The Costa Concordia cruise liner yesterday inched slowly off the rock shelf where it has been stuck for more than 20 months, in a painstaking process to right the ship that looked set to continue late into the night.

As salvage teams concentrated on the biggest operation of its kind ever attempted, survivors of the January 13, 2012, disaster – when the ship carrying more than 4,000 passengers and crew capsized off the Italian island of Giglio – thought of the 32 who died, including two whose bodies have yet to be found.

“Naturally, I think of those people who didn’t make it and especially for those two families who are still waiting to find the remains of their loved ones,” said Luciano Castro, a 49-year-old journalist who was on the ship when it sank.

“They must still be under the keel of the Concordia and I hope after this finally they will have a grave they can cry over.”

After a three-hour delay caused by an overnight storm, salvage crews started the so-called “parbuckling” operation at around 9.00am local time and by mid-afternoon had lifted the side of the vessel completely off the rock bed.

Still on its side, the ship was raised far enough out of the sea to reveal a dirty brown water mark staining the white hull.

“At this point we’re around halfway through the first phase,” Franco Porcellacchia, leader of Costa Cruise’s technical team, told reporters. “It’s all happening very slowly but very carefully and safely.”

Officials declined to estimate how much longer the operation, originally scheduled to take 10-12 hours, may last but suggested it could continue well into the night.
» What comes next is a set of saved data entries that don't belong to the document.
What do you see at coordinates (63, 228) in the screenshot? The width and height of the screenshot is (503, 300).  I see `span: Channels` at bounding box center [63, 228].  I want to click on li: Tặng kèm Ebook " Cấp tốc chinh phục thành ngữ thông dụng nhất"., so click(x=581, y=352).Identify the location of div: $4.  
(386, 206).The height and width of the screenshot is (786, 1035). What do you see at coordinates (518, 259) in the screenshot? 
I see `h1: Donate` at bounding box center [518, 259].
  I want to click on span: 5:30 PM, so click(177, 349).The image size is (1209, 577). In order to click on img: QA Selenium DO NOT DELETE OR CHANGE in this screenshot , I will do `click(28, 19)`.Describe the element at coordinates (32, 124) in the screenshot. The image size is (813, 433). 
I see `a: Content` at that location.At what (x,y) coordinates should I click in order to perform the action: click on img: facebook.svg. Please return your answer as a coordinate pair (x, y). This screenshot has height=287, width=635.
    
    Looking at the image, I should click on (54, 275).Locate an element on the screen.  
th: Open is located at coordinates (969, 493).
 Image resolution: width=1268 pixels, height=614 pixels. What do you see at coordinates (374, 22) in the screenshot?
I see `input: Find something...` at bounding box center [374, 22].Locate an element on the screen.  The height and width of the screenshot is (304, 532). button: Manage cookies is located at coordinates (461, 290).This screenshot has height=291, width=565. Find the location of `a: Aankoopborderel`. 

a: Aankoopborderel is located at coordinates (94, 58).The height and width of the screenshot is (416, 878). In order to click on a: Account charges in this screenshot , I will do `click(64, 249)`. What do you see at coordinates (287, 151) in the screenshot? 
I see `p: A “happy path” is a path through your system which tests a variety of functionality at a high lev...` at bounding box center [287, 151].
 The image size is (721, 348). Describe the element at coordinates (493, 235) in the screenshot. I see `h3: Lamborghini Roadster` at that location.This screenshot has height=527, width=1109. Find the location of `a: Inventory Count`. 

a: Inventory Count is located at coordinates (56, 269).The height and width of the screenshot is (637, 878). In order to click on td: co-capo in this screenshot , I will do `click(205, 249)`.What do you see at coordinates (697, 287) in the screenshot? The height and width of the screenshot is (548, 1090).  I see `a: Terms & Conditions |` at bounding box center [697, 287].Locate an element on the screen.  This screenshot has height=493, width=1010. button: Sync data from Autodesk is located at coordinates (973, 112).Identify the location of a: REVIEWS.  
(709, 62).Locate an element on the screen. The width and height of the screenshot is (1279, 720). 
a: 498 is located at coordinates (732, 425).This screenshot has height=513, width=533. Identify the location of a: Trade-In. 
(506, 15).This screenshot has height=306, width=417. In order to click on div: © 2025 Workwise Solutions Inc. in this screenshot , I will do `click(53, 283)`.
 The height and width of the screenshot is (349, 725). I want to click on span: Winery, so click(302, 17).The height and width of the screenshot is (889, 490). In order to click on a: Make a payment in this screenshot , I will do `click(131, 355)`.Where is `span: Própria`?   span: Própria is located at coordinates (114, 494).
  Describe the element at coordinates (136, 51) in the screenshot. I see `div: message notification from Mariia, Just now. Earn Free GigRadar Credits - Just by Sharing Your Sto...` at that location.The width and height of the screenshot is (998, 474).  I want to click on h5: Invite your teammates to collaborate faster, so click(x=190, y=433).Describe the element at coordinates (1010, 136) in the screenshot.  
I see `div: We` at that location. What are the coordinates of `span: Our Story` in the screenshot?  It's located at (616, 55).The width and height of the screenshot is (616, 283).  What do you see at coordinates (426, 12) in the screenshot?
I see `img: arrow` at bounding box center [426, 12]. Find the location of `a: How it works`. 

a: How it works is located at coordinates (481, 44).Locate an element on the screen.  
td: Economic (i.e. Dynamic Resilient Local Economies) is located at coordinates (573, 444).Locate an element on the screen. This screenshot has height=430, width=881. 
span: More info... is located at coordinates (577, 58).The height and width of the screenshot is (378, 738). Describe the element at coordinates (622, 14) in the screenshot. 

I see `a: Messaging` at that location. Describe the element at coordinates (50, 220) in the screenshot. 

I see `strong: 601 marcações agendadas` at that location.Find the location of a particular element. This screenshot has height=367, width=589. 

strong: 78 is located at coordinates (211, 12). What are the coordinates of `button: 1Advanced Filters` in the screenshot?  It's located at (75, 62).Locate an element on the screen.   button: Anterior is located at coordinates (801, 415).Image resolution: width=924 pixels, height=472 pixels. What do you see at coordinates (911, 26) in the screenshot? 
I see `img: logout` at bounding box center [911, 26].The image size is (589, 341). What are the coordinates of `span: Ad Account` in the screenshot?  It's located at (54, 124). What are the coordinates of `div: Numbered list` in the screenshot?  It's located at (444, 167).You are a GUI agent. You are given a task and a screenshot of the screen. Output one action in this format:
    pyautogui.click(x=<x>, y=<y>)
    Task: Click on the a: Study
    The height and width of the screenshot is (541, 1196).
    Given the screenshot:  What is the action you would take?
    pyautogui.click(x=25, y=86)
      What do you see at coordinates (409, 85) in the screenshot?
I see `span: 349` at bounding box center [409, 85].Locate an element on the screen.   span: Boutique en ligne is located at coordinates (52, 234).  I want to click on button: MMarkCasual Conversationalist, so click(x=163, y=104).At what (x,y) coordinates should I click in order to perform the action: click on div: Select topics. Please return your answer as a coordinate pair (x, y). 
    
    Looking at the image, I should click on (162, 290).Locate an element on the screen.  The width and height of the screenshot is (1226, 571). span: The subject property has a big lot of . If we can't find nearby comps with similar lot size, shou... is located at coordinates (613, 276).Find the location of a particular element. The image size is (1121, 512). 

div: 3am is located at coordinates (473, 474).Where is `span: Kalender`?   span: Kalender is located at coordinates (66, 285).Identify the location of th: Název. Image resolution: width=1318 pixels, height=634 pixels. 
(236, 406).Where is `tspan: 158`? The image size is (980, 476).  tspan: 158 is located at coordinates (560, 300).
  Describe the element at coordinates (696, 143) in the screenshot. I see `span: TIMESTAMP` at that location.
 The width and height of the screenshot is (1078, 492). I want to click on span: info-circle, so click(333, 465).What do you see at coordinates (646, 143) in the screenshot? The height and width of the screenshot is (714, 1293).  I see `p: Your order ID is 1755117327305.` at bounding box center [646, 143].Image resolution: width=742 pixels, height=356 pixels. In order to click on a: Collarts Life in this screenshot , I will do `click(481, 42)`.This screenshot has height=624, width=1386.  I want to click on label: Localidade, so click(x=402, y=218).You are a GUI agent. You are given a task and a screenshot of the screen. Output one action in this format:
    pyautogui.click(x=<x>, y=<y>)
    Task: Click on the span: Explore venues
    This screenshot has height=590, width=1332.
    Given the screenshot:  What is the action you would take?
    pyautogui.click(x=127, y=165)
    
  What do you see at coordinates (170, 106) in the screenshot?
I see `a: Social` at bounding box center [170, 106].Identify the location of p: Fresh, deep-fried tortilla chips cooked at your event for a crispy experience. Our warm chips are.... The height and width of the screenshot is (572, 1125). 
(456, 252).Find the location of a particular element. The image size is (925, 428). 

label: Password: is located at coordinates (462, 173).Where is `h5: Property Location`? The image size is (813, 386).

“We never set any fixed time on it,” said Sergio Girotto, project leader for contractor Micoperi. “It could take 15 or 18 hours. The aim is to do it well.”

In contrast to the accident, a catalogue of mishap and misjudgement over which the Concordia’s captain Francesco Schettino faces multiple charges, the salvage operation has so far been a tightly coordinated engineering feat.

At a cost estimated so far at more than 600 million euros, it is expected to be the most expensive maritime wreck recovery ever, accounting for more than half of an overall insurance loss of more than $1.1 billion.

A multinational team of 500 salvage engineers has been on Giglio for most of the past year, stabilising the wreck and preparing for the lifting operation.

Marine insurers who have to calculate the cost of covering a new breed of large cargo and cruise vessels will be watching the project closely, as any problems could have a significant impact on future insurance contracts.

“We have done parbuckling before but never on a location like this,” Nick Sloane, the South African engineer coordinating the recovery for contractor Titan Salvage, told Reuters.

“She is on the side of a mountain on the seabed, balanced on two reefs and she is a really large ship - she’s three football fields long, a hundred thousand tons plus... so it’s never been done on this scale,” he said.

A series of 11 towers with hydraulic mechanisms controlling 205kg cables under the ship and attached to its side slowly rotated the vessel, aiming to place it on six specially built platforms drilled into the granite rock bed.

As the sunken side of the vessel rose out of the water, engineers eased the pressure from the cables, preparing for a second phase, when huge tanks fixed to the ship’s exposed side begin filling with water, using gravity to help the effort.

Once the ship is upright, salvage teams will spend a number of months stabilising it and preparing for it to be re-floated with the aid of additional giant buoyancy tanks before it is towed away for scrap, probably in spring.

Sign up to our free newsletters

Get the best updates straight to your inbox:
Please select at least one mailing list.

You can unsubscribe at any time by clicking the link in the footer of our emails. We use Mailchimp as our marketing platform. By subscribing, you acknowledge that your information will be transferred to Mailchimp for processing.